Rotha was still silent.
"Do you think you could afford to do without kindness?"
"If I had money enough," Rotha said bluntly.
"And what would you buy with money, that would be better?"
"O plenty!" said Rotha. "Yes, indeed! I would stop mother's working; and I would buy our old home, and we would go away from this place and never come back to it. I would have somebody to do the work that I do, too; and I would have a garden, and plenty of flowers, and plenty of everything."
"And live without friends?"
"We always did," said Rotha. "We never had friends. O friends!--everybody in the village and in the country was a friend; but you know what I mean; n.o.body that we cared for."
"Then you have no friends here in New York?"
"No."
"I should think you would have stayed where, as you say, everybody was a friend."
"Yes, but we couldn't."
"You said, you would if you could stop your mother's working. Do you think she would like that?"
"O she's tired to death!" said Rotha; and her eyes reddened in a way that shewed there were at least two sides to her character. "She is not strong at all, and she wants rest. Of course she would like it. Not to have to do any more than she likes, I mean."

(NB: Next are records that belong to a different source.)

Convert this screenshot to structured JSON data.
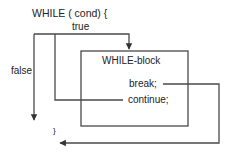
{
  "diagram": {
    "header": "WHILE ( cond) {",
    "true_label": "true",
    "false_label": "false",
    "block_label": "WHILE-block",
    "break_label": "break;",
    "continue_label": "continue;",
    "closing_brace": "}",
    "colors": {
      "line": "#4a4a4a",
      "text": "#222222",
      "background": "#ffffff"
    }
  }
}
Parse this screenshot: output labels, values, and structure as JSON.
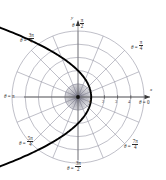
{
  "figure": {
    "type": "polar-plot",
    "axis_x_name": "x",
    "axis_y_name": "y",
    "pole": {
      "x": 78,
      "y": 97
    },
    "unit_px": 13.2,
    "grid_rings": 5,
    "grid_spokes": 16,
    "colors": {
      "curve": "#000000",
      "grid": "#8a8a9a",
      "axis": "#6b6b6b",
      "text": "#2b2b2b",
      "background": "#ffffff"
    }
  },
  "angle_labels": [
    {
      "name": "theta-0",
      "eq": "θ = ",
      "value": "0",
      "frac": null,
      "x": 139,
      "y": 100
    },
    {
      "name": "theta-pi-4",
      "eq": "θ = ",
      "value": null,
      "frac": {
        "num": "π",
        "den": "4"
      },
      "x": 131,
      "y": 40
    },
    {
      "name": "theta-pi-2",
      "eq": "θ = ",
      "value": null,
      "frac": {
        "num": "π",
        "den": "2"
      },
      "x": 72,
      "y": 18
    },
    {
      "name": "theta-3pi-4",
      "eq": "θ = ",
      "value": null,
      "frac": {
        "num": "3π",
        "den": "4"
      },
      "x": 20,
      "y": 33
    },
    {
      "name": "theta-pi",
      "eq": "θ = ",
      "value": "π",
      "frac": null,
      "x": 4,
      "y": 94
    },
    {
      "name": "theta-5pi-4",
      "eq": "θ = ",
      "value": null,
      "frac": {
        "num": "5π",
        "den": "4"
      },
      "x": 19,
      "y": 136
    },
    {
      "name": "theta-3pi-2",
      "eq": "θ = ",
      "value": null,
      "frac": {
        "num": "3π",
        "den": "2"
      },
      "x": 67,
      "y": 161
    },
    {
      "name": "theta-7pi-4",
      "eq": "θ = ",
      "value": null,
      "frac": {
        "num": "7π",
        "den": "4"
      },
      "x": 124,
      "y": 139
    }
  ],
  "radial_ticks": [
    {
      "label": "1",
      "r": 1,
      "x": 89,
      "y": 100
    },
    {
      "label": "2",
      "r": 2,
      "x": 102,
      "y": 100
    },
    {
      "label": "3",
      "r": 3,
      "x": 115,
      "y": 100
    },
    {
      "label": "4",
      "r": 4,
      "x": 128,
      "y": 100
    }
  ],
  "chart_data": {
    "type": "line",
    "title": "",
    "xlabel": "x",
    "ylabel": "y",
    "coordinate_system": "polar",
    "curve_name": "leftward-opening parabola",
    "equation": "r = 2 / (1 + cos θ)",
    "directrix_distance": 2,
    "eccentricity": 1,
    "vertex_polar": {
      "r": 1,
      "theta": 0
    },
    "opens_toward": "theta = pi",
    "arrowheads": [
      "upper-right end",
      "lower-right end"
    ],
    "theta_ticks_deg": [
      0,
      45,
      90,
      135,
      180,
      225,
      270,
      315
    ],
    "theta_tick_labels": [
      "0",
      "π/4",
      "π/2",
      "3π/4",
      "π",
      "5π/4",
      "3π/2",
      "7π/4"
    ],
    "r_ticks": [
      1,
      2,
      3,
      4
    ],
    "rlim": [
      0,
      5
    ],
    "grid": true,
    "legend": "none"
  }
}
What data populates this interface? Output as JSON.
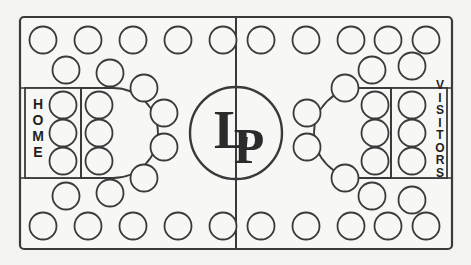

"Then perhaps she would not choose to take some work I was thinking to offer her. Or perhaps you would not take it?" he added smiling.
"We _must_ take it," said Rotha, "if we can get it. What is it?"
"A set of shirts. A dozen."
"Mother gets seventy five cents a piece, if they are tucked and st.i.tched."
"That is not my price, however. I like my work particularly done, and I give two dollars a piece."
"Two dollars for one shirt?" inquired Rotha.
"That is my meaning. Do you think your mother will take them?"